Linda-Eling Lee, Founding Director, MSCI Institute | Katie Towey, Senior Associate, Climate Risk Center, MSCI |
Umar Ashfaq, Research Director, Americas, MSCI Institute
Companies are confronting the rise in physical risk head-on. In industries at highest exposure to extreme weather, the overwhelming majority of companies are prioritizing plans to withstand such impacts as a key part of risk management.
That’s among the main findings of our study on corporate resilience, which examines how risk, operations and finance officers at listed and unlisted companies alike are experiencing floods, heat and other hazards and taking steps to protect their firms’ operations.
This report offers a snapshot of current company planning and action to mitigate extreme weather events. Conducted in September and October by the MSCI Institute, the report explores corporate resilience from several angles, drawing on a survey of 550 companies in 15 countries across nine industries at highest exposure to physical risk, augmented by interviews with select executives and contextualized by MSCI’s physical risk analysis.[1]
Weathering the impact
More than 80% of companies say extreme weather events such as dangerous heat and flooding have disrupted operations or added to their operational costs in the past five years. Most companies report impacts from severe storms (62%), followed by dangerous heat (49%) and flooding (47%), with differences reflecting sector-specific exposures. Companies that have been recently impacted by extreme weather events (32%) are twice as likely as companies not impacted (14%) to have upgraded their infrastructure for resilience, highlighting how direct experience accelerates action.

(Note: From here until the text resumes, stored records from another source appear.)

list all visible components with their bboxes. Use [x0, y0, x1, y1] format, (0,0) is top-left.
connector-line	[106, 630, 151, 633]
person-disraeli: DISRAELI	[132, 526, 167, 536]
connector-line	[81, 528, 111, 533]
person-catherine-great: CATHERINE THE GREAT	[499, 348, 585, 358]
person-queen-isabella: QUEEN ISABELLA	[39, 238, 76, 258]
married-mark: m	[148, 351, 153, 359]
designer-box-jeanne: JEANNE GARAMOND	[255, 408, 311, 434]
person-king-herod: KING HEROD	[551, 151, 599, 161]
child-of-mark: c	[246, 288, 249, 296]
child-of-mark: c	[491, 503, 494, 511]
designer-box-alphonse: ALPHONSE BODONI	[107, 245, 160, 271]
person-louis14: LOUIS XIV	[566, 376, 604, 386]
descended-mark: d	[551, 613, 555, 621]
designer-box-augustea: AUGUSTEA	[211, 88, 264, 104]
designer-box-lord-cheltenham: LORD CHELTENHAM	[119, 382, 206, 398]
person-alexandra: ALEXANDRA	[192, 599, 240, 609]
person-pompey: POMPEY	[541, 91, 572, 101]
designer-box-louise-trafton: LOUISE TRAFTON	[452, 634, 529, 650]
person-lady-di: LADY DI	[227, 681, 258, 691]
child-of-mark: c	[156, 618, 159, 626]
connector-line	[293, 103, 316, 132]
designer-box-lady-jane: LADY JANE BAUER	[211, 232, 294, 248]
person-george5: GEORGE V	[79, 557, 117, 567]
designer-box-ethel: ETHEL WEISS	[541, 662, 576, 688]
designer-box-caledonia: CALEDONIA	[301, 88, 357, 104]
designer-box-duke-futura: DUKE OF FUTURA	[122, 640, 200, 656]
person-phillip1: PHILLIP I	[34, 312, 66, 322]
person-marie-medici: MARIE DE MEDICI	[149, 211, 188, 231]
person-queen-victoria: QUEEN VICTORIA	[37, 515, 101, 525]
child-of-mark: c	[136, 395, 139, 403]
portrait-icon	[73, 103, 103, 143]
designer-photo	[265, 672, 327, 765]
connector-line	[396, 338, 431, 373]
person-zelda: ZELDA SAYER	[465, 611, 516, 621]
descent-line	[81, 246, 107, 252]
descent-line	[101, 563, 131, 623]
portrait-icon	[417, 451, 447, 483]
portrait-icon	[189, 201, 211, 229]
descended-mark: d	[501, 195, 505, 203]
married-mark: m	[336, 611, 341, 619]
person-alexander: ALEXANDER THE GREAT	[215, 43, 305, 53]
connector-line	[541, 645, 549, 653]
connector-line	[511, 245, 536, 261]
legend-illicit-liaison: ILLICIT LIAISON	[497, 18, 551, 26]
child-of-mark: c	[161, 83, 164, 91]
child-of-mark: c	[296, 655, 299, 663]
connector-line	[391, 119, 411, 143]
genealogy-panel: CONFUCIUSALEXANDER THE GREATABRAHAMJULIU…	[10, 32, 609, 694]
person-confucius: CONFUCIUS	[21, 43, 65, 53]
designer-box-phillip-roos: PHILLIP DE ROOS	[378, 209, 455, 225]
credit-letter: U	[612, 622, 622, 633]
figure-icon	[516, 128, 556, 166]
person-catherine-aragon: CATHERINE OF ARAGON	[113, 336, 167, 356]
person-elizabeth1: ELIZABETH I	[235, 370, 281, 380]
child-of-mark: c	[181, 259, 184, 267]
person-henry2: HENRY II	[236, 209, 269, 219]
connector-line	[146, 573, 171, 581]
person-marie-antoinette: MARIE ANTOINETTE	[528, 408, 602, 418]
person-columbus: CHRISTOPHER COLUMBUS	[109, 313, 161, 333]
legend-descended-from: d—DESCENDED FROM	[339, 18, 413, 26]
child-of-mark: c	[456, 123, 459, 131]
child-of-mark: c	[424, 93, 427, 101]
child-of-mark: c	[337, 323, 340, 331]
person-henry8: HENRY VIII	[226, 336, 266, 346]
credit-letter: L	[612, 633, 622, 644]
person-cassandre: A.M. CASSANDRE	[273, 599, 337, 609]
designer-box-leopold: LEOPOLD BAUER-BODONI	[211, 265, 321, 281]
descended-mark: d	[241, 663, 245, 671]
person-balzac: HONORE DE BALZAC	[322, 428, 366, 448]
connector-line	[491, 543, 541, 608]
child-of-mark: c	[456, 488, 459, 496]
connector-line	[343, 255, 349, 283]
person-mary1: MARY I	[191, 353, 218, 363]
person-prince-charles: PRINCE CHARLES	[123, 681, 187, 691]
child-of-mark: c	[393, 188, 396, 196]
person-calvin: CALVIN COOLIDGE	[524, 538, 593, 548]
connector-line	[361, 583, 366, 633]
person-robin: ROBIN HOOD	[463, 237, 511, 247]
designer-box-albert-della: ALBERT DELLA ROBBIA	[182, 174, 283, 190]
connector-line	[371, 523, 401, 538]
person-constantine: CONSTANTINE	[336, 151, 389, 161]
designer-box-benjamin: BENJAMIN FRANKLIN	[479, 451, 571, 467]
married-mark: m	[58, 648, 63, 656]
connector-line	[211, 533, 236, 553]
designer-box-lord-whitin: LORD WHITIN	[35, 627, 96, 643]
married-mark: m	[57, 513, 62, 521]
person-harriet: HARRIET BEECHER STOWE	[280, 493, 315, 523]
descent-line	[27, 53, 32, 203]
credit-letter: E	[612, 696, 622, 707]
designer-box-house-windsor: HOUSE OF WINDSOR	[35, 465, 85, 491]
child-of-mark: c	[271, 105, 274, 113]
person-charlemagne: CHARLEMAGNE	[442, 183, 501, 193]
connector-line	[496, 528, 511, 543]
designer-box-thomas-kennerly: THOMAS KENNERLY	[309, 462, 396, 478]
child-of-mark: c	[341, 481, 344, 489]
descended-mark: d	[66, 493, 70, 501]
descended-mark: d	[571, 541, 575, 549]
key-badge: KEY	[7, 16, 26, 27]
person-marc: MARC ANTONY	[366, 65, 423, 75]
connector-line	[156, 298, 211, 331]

Severe weather events or natural disasters that have affected companies surveyed in the past five years (%)
Assessing physical risks
Nearly all companies surveyed say they assess the risks of extreme weather, with severe storms (87%), flooding (78%), natural disasters (76%) and extreme heat (67%) topping the list of hazards assessed. Most companies (85%) estimate potential losses from extreme weather events, with most saying acute hazards such as severe storms (67%), natural disasters (61%) and flooding (52%) pose the highest risk of disruption to operations.
Formalizing oversight
Three-quarters of companies say they have instituted a framework, ranging from real-time monitoring systems that track hazards to climate scenario analysis, with adoption of such frameworks highest (81%) among companies recently impacted by extreme weather events. A majority of companies (61%) link the pay of directors and offers to physical risk management, while nearly three-quarters (73%) assign oversight of physical risk to both the board and senior management.
Expecting a warmer (and costlier) future
Sixty-three percent of companies say that climate-induced physical risk is currently having a significant impact on the global economy, while 36% expect a significant impact at some point in the future. That parallels a 2024 MSCI Institute survey of global investors, 57% of whom who said that climate-related physical risk is impacting the global economy currently and 36% who said they anticipate such impacts in the future.
A return on resilience investments
Eighty-two percent of companies say that investing in operational resilience led to positive financial or reputational outcomes, with over two-thirds citing increased interest from investors and lower insurance costs. Servicing resilience needs as a future business opportunity is not yet on the radar. Only one in five companies currently offer products or services that help their customers mitigate the impacts of extreme weather.
Types of investments to build resilience against extreme weather events
[1] We assessed industries’ exposure to physical risk physical using MSCI Climate Value-at-Risk, a forward-looking climate risk metric.